The Invisible Assumption: How Ableism Hides Inside Good Intentions

The most stubborn form of ableism isn't cruelty — it's the quiet, confident belief that disabled people would prefer to be more like you.

The Idea

Ableism is often taught as a story about exclusion — ramps that weren't built, jobs that weren't offered, slurs that were said. But its more persistent form is subtler, and far more interesting to examine: it's a set of assumptions so deeply embedded in how we picture a good life that most people never notice they're holding them. The assumption that independence is superior to interdependence. That a body or mind that works differently is a body or mind that is failing. That the goal, for any disabled person, must be to approximate the non-disabled experience as closely as possible. Disability scholars call this 'ableist normativity' — the unspoken template against which all human bodies and minds are measured. What makes this worth sitting with is that ableism operates most powerfully not in the hearts of cruel people, but in the design of ordinary things: the default pace of a meeting, the format of a job application, the assumption that eye contact signals respect, that pain is always something to be fixed, that needing help is something to be overcome. Disability justice activists make a crucial distinction here: the 'medical model' of disability locates the problem inside the person — their diagnosis, their limitation. The 'social model' locates the problem in the environment — the staircase, not the wheelchair user; the wall of dense text, not the dyslexic reader. That reframe doesn't resolve everything, but it changes what we think the solution looks like.

In the World

In 2016, a non-speaking autistic writer named Jordyn Zimmerman was completing high school and had been assessed, repeatedly, as having severe cognitive impairments — largely because the dominant mode of evaluation required spoken responses she couldn't produce. When she was finally given access to a letterboard and later a tablet to communicate through typing, she began demonstrating complex reasoning, humour, and a detailed interior life that verbal assessments had entirely missed.
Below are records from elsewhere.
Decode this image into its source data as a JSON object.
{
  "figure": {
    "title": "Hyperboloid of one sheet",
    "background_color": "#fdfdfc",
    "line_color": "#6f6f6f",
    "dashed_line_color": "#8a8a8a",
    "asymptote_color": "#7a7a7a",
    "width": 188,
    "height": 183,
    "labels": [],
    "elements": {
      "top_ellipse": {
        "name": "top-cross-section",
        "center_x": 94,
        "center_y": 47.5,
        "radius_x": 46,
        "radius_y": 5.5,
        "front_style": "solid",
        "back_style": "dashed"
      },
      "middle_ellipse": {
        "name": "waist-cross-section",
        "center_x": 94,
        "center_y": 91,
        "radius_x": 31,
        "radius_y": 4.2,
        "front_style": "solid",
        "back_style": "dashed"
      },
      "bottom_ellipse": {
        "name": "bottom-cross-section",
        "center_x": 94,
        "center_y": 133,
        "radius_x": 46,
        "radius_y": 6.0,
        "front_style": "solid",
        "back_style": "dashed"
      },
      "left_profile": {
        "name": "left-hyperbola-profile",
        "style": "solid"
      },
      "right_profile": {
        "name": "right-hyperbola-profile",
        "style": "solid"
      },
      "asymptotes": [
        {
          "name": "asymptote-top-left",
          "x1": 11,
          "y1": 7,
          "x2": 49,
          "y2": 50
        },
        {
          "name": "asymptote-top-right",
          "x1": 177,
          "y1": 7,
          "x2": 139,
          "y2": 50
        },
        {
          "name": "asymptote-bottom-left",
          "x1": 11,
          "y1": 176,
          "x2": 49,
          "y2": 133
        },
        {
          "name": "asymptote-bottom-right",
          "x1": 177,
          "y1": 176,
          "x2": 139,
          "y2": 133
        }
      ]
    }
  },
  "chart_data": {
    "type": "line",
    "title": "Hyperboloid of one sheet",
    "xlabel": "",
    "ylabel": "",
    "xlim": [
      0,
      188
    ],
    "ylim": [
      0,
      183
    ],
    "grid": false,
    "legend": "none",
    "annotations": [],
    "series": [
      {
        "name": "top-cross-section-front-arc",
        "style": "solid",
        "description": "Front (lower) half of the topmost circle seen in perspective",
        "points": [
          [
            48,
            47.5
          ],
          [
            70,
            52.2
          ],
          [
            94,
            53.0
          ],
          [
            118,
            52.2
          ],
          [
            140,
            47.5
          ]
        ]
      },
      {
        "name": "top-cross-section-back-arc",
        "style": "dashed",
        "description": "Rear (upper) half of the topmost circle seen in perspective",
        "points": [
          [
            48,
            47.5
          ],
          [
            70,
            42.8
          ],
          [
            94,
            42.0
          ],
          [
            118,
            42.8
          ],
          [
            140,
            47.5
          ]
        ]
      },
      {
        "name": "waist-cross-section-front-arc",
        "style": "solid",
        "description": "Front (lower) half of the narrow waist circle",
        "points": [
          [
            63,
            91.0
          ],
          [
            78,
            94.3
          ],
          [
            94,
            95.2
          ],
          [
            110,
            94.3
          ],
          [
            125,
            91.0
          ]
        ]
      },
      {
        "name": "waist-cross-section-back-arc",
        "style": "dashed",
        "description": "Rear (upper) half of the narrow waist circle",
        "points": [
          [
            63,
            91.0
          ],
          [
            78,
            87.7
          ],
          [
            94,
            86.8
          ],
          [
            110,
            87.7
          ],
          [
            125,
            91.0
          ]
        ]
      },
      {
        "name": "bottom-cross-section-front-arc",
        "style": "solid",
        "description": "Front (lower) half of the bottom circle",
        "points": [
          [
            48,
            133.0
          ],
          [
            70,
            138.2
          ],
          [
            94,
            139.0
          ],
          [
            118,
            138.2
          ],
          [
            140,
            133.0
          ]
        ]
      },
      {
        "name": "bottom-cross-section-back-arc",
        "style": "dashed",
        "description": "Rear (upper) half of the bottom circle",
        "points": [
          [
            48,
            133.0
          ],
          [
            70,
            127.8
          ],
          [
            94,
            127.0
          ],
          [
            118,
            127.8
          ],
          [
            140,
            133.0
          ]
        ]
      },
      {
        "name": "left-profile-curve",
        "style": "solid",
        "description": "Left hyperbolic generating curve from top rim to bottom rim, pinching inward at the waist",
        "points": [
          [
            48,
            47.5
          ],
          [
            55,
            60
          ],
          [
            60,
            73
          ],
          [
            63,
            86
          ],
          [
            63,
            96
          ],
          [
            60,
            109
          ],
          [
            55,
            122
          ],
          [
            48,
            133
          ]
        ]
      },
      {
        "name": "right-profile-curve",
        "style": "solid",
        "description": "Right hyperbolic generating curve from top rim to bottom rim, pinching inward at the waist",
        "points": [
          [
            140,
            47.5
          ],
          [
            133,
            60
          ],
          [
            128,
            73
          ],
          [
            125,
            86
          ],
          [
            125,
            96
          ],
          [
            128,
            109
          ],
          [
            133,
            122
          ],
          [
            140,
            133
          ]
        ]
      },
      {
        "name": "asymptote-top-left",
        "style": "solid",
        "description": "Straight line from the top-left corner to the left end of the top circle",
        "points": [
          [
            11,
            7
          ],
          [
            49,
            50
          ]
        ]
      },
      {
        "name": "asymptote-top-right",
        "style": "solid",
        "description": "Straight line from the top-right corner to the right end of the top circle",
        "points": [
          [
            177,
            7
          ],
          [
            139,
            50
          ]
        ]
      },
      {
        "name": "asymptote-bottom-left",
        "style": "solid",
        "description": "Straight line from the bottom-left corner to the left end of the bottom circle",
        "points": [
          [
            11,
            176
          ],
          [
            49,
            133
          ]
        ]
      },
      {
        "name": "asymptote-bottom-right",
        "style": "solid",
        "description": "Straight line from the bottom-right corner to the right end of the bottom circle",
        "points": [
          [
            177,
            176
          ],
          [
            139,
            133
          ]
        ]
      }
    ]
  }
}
She went on to earn a master's degree and become an educator and advocate. Her story is told in the documentary 'This Is Not About Me.' What makes it instructive isn't the feel-good arc — it's the mechanism. An entire system had been designed around a single assumption: that fluent speech is the natural channel for intelligence. Nobody in that system intended to erase her. They were following standard practice. The ableism wasn't located in anyone's malice; it was located in the design of the test, in what counted as evidence of a mind. Zimmerman has said that what changed her life wasn't someone believing in her — it was someone handing her a different tool. The access was the intervention. This is the social model made visible: when the environment changes, the 'limitation' can dissolve entirely. The question it leaves open is how many other tools we haven't handed to people yet, because we haven't questioned the test.

Why It Matters

Most of us, at some point, will move through the world in a body or mind that doesn't match what systems were built for — through illness, age, injury, grief, or neurodivergence that goes unrecognised for years. The framework of ableism isn't only relevant if you identify as disabled; it's relevant to anyone who has ever felt like they were failing a standard that was never designed with them in mind. Examining ableism asks a genuinely useful question: who were our institutions and social scripts built for, and who had to adapt silently to fit? That question has practical reach. It changes how you might run a meeting, how you interpret someone's silence, how you think about the colleague who needs more time, the friend who cancels plans, the family member who doesn't engage in the way you expected. Recognising that access is often the intervention — not inspiration, not effort, not a better attitude — can make you a more genuinely useful person to be around, not out of pity, but out of real understanding.

A Question to Ponder

What's one standard you've been measuring yourself or others against that you've never actually chosen — and who decided that standard was normal?